Every line from the one with "You are a GUI" to the one with "Task: Click on", including those two, is to be copied exactly; all other lines of the entries below are left out.

SUPPLIED DATA.
☆ ☆ ☆

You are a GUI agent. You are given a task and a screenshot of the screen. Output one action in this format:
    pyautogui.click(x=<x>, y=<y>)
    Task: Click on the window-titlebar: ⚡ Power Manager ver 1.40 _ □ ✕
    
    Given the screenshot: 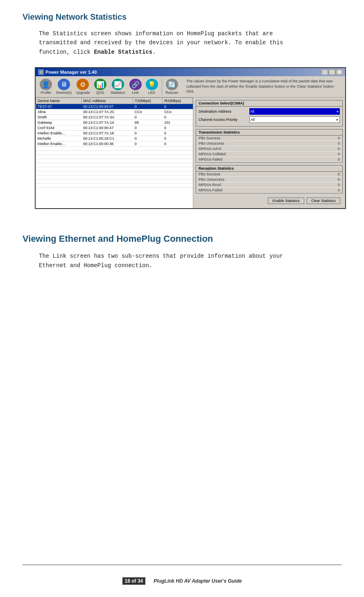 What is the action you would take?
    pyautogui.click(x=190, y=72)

☆ ☆ ☆

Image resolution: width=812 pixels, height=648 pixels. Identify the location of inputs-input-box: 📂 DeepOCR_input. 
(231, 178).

☆ ☆ ☆

TASK ANSWER.
You are a GUI agent. You are given a task and a screenshot of the screen. Output one action in this format:
    pyautogui.click(x=<x>, y=<y>)
    Task: Click on the window-titlebar: ⚡ Power Manager ver 1.40 _ □ ✕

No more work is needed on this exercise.